Golf and the Weather, Just golf

Spring Comes to the Golf Course

It’s here! Spring! Unfortunately, it is in name only here on Cape Cod. The same geographic and meteorological aspects that keep us relatively snow-free all winter do us no favors in the spring. Off Cape might see temperatures in the sixties and seventies while our sandy peninsula stays ten degrees colder due to the oceans waters surrounding us. Today, the first full day of the season on the calendar, finds the mercury at 33 degrees along with a wind chill that will knock your socks off… or more precisely, ensure that you keep your socks on for a while longer.

But there is no denying that spring is a state of mind, regardless of how long it may take for the weather to catch up. With the sun shining and bare ground, it’s enough to half fill the parking lot at Dennis Highlands Golf Course. Of course most of those crazies play all winter anyway, with nothing better to do and golf bags full of blackberry brandy. Now the cast of characters is beginning to change. Since we have two municipal courses and one of the best membership deals you can imagine (a “two-fer”) we also have a huge roster of members. Every day sees a familiar face or two renewing their bag tags, leaving the clubhouse with a smile in anticipation of the season to come. The weekends will find the course clogged with mainlanders escaping the last of the off-Cape snow cover and members out for their first round of the season. I will be among them.

Each winter one of our golf courses is closed while the other remains open for play; tee times are hurry-up-and-wait, no times assigned. These few weeks before Dennis Pines reopens will jam up the Highlands with hordes of anxious golfers looking to shake off the winter blues, work out the kinks and take a few swipes at the ball. It might mean several hours in line waiting for the box, but what else has a golfer to do? When others consider it time to start spring chores like yard work or spring cleaning or washing the car, golfers go golfing.

We start to reverse the process we started in the fall; watching the weather channel, gauging the wind chill. Layer on the clothes, head on out and hope you can peel off a jacket of two by the third hole. We expect to play nine. If it doesn’t cloud up or a cold front doesn’t blow through, we might make eighteen. As our fairways green up and the sun grow stronger we’ll get back in the groove with our regular foursomes and weekly matches. We’ll hit balls until dusk then hang at the bar and talk golf until after dark. Whatever we’ve left undone over the winter on the honey-do list will remain unfinished until fall. In season, we eat at the course, we play at the course, and we socialize at the course. We are golfers. It is where we belong.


WORK INSTRUCTIONS →
Copy every line that contains the string "legend" from the entries below.

___ DATA ___

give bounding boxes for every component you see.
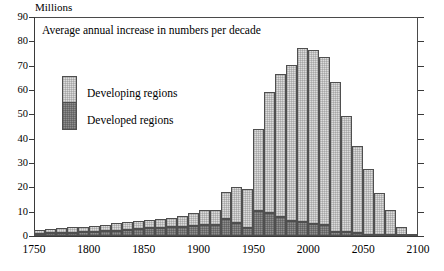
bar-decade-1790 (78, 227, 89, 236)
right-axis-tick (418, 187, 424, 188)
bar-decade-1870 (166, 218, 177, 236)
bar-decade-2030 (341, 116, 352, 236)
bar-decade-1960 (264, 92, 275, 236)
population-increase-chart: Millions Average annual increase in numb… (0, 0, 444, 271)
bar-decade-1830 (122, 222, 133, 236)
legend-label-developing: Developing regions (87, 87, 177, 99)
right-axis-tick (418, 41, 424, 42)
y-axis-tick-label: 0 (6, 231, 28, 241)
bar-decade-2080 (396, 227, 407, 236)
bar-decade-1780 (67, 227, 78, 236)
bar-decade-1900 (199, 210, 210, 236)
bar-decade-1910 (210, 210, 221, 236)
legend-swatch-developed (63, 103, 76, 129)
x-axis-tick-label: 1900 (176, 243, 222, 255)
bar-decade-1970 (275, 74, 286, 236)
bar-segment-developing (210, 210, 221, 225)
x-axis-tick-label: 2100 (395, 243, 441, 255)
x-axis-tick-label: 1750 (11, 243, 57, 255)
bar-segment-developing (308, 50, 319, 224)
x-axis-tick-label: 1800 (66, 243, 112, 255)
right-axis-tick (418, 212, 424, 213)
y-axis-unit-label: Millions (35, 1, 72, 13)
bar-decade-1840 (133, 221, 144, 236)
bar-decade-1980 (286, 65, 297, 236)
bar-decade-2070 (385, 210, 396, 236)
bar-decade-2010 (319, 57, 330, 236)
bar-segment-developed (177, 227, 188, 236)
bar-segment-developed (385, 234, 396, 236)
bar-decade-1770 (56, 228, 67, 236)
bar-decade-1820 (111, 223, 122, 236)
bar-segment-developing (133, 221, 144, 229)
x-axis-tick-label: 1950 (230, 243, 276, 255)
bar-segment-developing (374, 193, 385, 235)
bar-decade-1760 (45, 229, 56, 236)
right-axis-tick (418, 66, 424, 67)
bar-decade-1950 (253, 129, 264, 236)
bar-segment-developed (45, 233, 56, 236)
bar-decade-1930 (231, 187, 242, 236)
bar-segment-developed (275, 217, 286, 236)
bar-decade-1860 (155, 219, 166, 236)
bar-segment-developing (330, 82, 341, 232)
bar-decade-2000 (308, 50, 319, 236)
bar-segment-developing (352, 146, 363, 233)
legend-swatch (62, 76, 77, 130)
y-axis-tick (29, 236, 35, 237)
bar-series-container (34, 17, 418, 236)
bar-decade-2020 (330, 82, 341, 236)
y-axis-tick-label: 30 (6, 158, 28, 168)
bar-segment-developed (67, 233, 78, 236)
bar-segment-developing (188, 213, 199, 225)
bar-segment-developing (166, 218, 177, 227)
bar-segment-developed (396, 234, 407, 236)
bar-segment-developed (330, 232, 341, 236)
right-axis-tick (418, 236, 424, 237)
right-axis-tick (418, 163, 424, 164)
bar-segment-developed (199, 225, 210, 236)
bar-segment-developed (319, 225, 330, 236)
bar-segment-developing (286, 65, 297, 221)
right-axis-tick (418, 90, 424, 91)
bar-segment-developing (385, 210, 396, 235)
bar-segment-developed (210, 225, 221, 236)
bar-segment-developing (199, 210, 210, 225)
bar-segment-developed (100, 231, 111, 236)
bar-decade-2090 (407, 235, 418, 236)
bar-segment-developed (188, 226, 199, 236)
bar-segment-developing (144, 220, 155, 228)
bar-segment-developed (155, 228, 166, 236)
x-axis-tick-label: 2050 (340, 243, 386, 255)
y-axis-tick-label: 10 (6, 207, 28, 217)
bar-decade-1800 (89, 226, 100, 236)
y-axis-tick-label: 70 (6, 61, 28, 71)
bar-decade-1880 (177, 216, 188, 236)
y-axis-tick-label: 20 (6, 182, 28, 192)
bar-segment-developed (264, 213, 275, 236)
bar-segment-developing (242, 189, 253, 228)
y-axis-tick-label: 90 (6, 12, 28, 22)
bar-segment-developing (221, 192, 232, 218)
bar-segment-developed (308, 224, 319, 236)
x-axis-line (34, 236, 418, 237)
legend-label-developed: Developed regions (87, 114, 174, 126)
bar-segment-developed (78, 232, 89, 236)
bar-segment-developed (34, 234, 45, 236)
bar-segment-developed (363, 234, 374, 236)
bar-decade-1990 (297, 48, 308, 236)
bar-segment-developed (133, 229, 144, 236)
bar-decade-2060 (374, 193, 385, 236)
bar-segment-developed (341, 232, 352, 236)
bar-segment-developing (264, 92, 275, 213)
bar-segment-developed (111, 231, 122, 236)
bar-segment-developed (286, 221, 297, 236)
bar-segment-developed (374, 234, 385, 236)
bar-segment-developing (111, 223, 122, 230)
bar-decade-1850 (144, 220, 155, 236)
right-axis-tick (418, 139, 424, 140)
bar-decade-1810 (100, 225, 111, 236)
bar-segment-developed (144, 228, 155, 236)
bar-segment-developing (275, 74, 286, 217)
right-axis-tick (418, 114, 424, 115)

___

ANSWER TO THIS PROBLEM →
legend-label-developing: Developing regions (87, 87, 177, 99)
legend-swatch-developed (63, 103, 76, 129)
legend-swatch (62, 76, 77, 130)
legend-label-developed: Developed regions (87, 114, 174, 126)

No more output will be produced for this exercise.